Apparently if you can’t get the number of votes you need to pass a bill, you can alter the method of voting so that you don’t need as many votes to enact the proposal. Such was the suggestion emanating from the White House this week regarding the Healthcare debate and latest proposal.
Despite the uproar at the suggestion of using reconciliation (which deals with budgets and money allocation) to pass the new healthcare proposal, this method has been linked to healthcare reform in the past. Medicare and Medicaid eligibility and self-employed health insurance are examples to name a few.
Yet an article entitled “unprecedented” was published in National Review by Michael Franc from the Heritage Foundation. In it, Franc states that there is “no precedent for using it to enact a once-in-a-generation rewrite of the relationship buy ventolin ventolin hfa online pharmacy cheap between Americans and their government that appeals exclusively to one side of the aisle”. He further points out in an AOL News interview that “every major piece of legislation has passed on a bipartisan vote”. “It’s a river boat gamble of the highest proportions” when describing the Democratic effort to proceed.
Senator Byrd (Democrat from West Virginia) wrote in The Washington Post that using the reconciliation process which was meant for deficit reduction to change policy “is an undemocratic disservice to our people and to the Senate’s institutional role.”
Even the Wall Street Journal cites this as an “abuse of power”.
If the Medicare cuts to physicians by 21% that took place this week is any reflection of how healthcare is going to evolve, we are in for a very rough ride!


_WORK TO BE COMPLETED_: Go over the entries and report the lines where the word "Transit" occurs.
[[ DATA SHOWN open ]]
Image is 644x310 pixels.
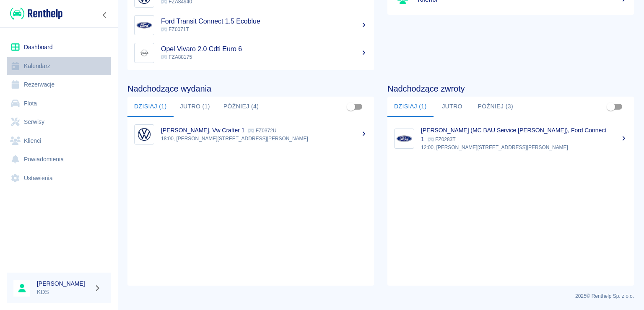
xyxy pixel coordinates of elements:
a: Renthelp logo [7,7,63,21]
a: Image[PERSON_NAME], Vw Crafter 1 FZ0372U18:00, [PERSON_NAME][STREET_ADDRESS][PERSON_NAME] [128,120,374,148]
p: 2025 © Renthelp Sp. z o.o. [128,292,634,300]
a: Kalendarz [7,57,111,76]
a: Ustawienia [7,169,111,188]
button: Zwiń nawigację [99,10,111,21]
a: ImageOpel Vivaro 2.0 Cdti Euro 6 FZA88175 [128,39,374,67]
span: FZ0071T [161,26,189,32]
a: Klienci [7,131,111,150]
a: Dashboard [7,38,111,57]
a: Rezerwacje [7,75,111,94]
p: KDS [37,288,90,297]
h5: Ford Transit Connect 1.5 Ecoblue [161,17,367,25]
button: Jutro (1) [174,97,217,117]
h4: Nadchodzące wydania [128,83,374,94]
img: Image [396,130,412,146]
h5: Opel Vivaro 2.0 Cdti Euro 6 [161,45,367,53]
button: Jutro [434,97,471,117]
img: Image [136,45,152,61]
p: 18:00, [PERSON_NAME][STREET_ADDRESS][PERSON_NAME] [161,135,367,142]
button: Dzisiaj (1) [388,97,434,117]
a: Flota [7,94,111,113]
img: Renthelp logo [10,7,63,21]
img: Image [136,126,152,142]
span: Pokaż przypisane tylko do mnie [603,99,619,115]
button: Dzisiaj (1) [128,97,174,117]
a: Powiadomienia [7,150,111,169]
button: Później (3) [471,97,520,117]
p: 12:00, [PERSON_NAME][STREET_ADDRESS][PERSON_NAME] [421,143,627,151]
p: FZ0283T [428,137,456,142]
h6: [PERSON_NAME] [37,279,90,288]
button: Później (4) [217,97,266,117]
a: ImageFord Transit Connect 1.5 Ecoblue FZ0071T [128,11,374,39]
a: Image[PERSON_NAME] (MC BAU Service [PERSON_NAME]), Ford Connect 1 FZ0283T12:00, [PERSON_NAME][STR... [388,120,634,157]
p: [PERSON_NAME], Vw Crafter 1 [161,127,244,134]
span: FZA88175 [161,54,192,60]
p: [PERSON_NAME] (MC BAU Service [PERSON_NAME]), Ford Connect 1 [421,127,606,142]
span: Pokaż przypisane tylko do mnie [343,99,359,115]
p: FZ0372U [248,128,277,134]
h4: Nadchodzące zwroty [388,83,634,94]
a: Serwisy [7,112,111,131]
img: Image [136,17,152,33]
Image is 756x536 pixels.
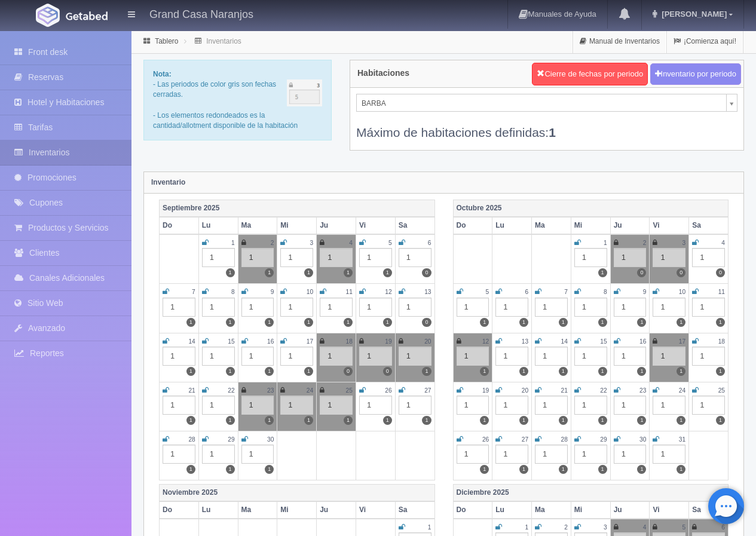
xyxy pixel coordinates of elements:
th: Vi [650,217,689,234]
small: 20 [522,387,528,394]
label: 1 [520,464,528,474]
small: 18 [346,338,353,344]
small: 14 [189,338,195,344]
b: Nota: [153,70,172,78]
label: 1 [384,318,392,327]
label: 0 [344,367,353,376]
small: 10 [679,289,686,295]
div: 1 [575,445,607,464]
th: Ma [238,501,278,519]
small: 9 [271,289,275,295]
div: 1 [692,297,725,317]
div: 1 [162,347,196,366]
small: 24 [679,387,686,394]
div: 1 [575,248,607,267]
small: 11 [719,289,725,295]
small: 21 [561,387,568,394]
label: 1 [226,318,235,327]
label: 1 [637,318,646,327]
small: 27 [424,387,431,394]
img: Getabed [36,4,60,27]
label: 1 [716,416,725,425]
small: 14 [561,338,568,344]
th: Vi [356,501,396,519]
small: 3 [604,524,607,530]
div: 1 [202,248,235,267]
small: 4 [643,524,647,530]
div: 1 [496,445,528,464]
label: 1 [598,416,607,425]
label: 1 [304,367,314,376]
label: 1 [344,318,353,327]
label: 1 [598,464,607,474]
th: Ju [610,501,650,519]
th: Septiembre 2025 [160,200,435,217]
label: 1 [265,464,274,474]
th: Ma [238,217,278,234]
small: 26 [482,436,489,443]
div: 1 [202,445,235,464]
small: 8 [232,289,235,295]
small: 16 [640,338,646,344]
small: 8 [604,289,607,295]
div: 1 [162,395,196,414]
th: Do [453,501,493,519]
div: 1 [320,248,353,267]
div: 1 [202,395,235,414]
small: 28 [561,436,568,443]
label: 1 [226,268,235,278]
label: 1 [186,318,196,327]
label: 1 [559,367,568,376]
div: 1 [280,297,314,317]
label: 0 [384,367,392,376]
a: Manual de Inventarios [573,30,667,53]
div: 1 [457,297,489,317]
label: 1 [480,416,489,425]
small: 1 [525,524,528,530]
small: 12 [482,338,489,344]
label: 0 [422,268,431,278]
div: 1 [280,395,314,414]
label: 1 [344,268,353,278]
label: 1 [384,268,392,278]
label: 1 [716,318,725,327]
th: Do [160,217,199,234]
label: 1 [676,367,686,376]
th: Sa [396,501,435,519]
small: 15 [228,338,234,344]
label: 1 [559,464,568,474]
span: BARBA [361,95,722,112]
small: 13 [424,289,431,295]
h4: Habitaciones [357,68,410,78]
div: 1 [359,297,392,317]
small: 30 [267,436,274,443]
small: 6 [428,239,431,247]
th: Mi [571,501,610,519]
label: 1 [520,367,528,376]
button: Cierre de fechas por periodo [532,63,648,85]
div: 1 [457,445,489,464]
div: 1 [241,395,275,414]
small: 21 [189,387,195,394]
label: 1 [304,268,314,278]
img: Getabed [66,11,107,21]
small: 6 [722,524,725,530]
div: 1 [202,347,235,366]
small: 28 [189,436,195,443]
small: 3 [683,239,686,247]
small: 17 [306,338,314,344]
div: 1 [241,297,275,317]
th: Sa [689,217,729,234]
label: 1 [559,416,568,425]
label: 1 [422,416,431,425]
div: 1 [399,248,431,267]
small: 4 [349,239,353,247]
img: cutoff.png [287,80,322,107]
small: 25 [719,387,725,394]
small: 29 [600,436,606,443]
small: 16 [267,338,274,344]
div: 1 [535,347,568,366]
small: 24 [306,387,314,394]
div: 1 [320,347,353,366]
div: 1 [653,347,686,366]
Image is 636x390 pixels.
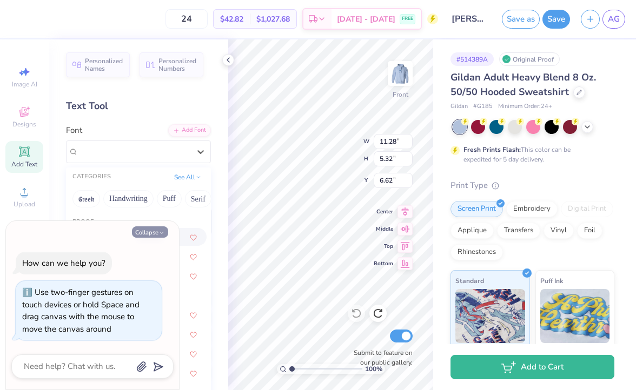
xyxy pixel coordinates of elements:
[22,258,105,269] div: How can we help you?
[66,218,211,227] div: Proof
[577,223,602,239] div: Foil
[540,275,563,287] span: Puff Ink
[450,244,503,261] div: Rhinestones
[14,200,35,209] span: Upload
[389,63,411,84] img: Front
[463,145,596,164] div: This color can be expedited for 5 day delivery.
[365,364,382,374] span: 100 %
[22,287,140,335] div: Use two-finger gestures on touch devices or hold Space and drag canvas with the mouse to move the...
[542,10,570,29] button: Save
[12,120,36,129] span: Designs
[337,14,395,25] span: [DATE] - [DATE]
[506,201,558,217] div: Embroidery
[348,348,413,368] label: Submit to feature on our public gallery.
[540,289,610,343] img: Puff Ink
[157,190,182,208] button: Puff
[561,201,613,217] div: Digital Print
[374,243,393,250] span: Top
[85,57,123,72] span: Personalized Names
[455,289,525,343] img: Standard
[11,160,37,169] span: Add Text
[473,102,493,111] span: # G185
[443,8,496,30] input: Untitled Design
[450,52,494,66] div: # 514389A
[450,71,596,98] span: Gildan Adult Heavy Blend 8 Oz. 50/50 Hooded Sweatshirt
[502,10,540,29] button: Save as
[402,15,413,23] span: FREE
[66,124,82,137] label: Font
[450,355,614,380] button: Add to Cart
[165,9,208,29] input: – –
[374,208,393,216] span: Center
[499,52,560,66] div: Original Proof
[455,275,484,287] span: Standard
[463,145,521,154] strong: Fresh Prints Flash:
[608,13,620,25] span: AG
[72,190,100,208] button: Greek
[498,102,552,111] span: Minimum Order: 24 +
[450,223,494,239] div: Applique
[12,80,37,89] span: Image AI
[103,190,154,208] button: Handwriting
[450,201,503,217] div: Screen Print
[171,172,204,183] button: See All
[66,99,211,114] div: Text Tool
[602,10,625,29] a: AG
[374,260,393,268] span: Bottom
[497,223,540,239] div: Transfers
[72,172,111,182] div: CATEGORIES
[220,14,243,25] span: $42.82
[393,90,408,99] div: Front
[450,180,614,192] div: Print Type
[168,124,211,137] div: Add Font
[543,223,574,239] div: Vinyl
[132,227,168,238] button: Collapse
[374,225,393,233] span: Middle
[450,102,468,111] span: Gildan
[256,14,290,25] span: $1,027.68
[185,190,211,208] button: Serif
[158,57,197,72] span: Personalized Numbers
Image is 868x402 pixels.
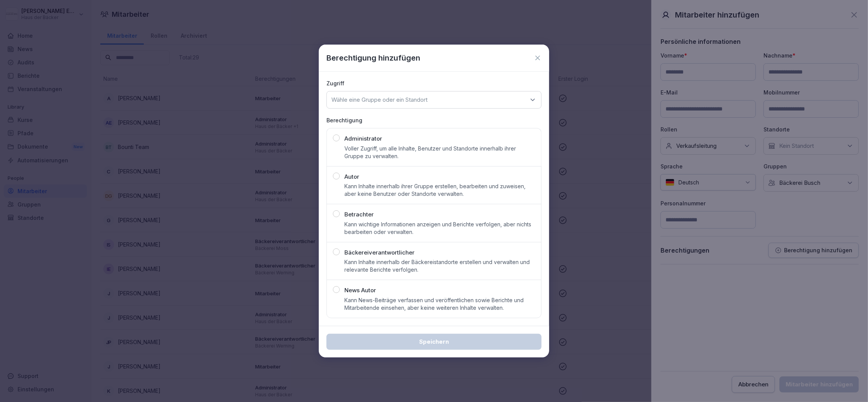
[[ DATA SHOWN closed ]]
_ANSWER SECTION_:
h5: Ford Transit Connect 1.5 Ecoblue [161,17,367,25]
a: ImageFord Transit Connect 1.5 Ecoblue FZ0071T [128,11,374,39]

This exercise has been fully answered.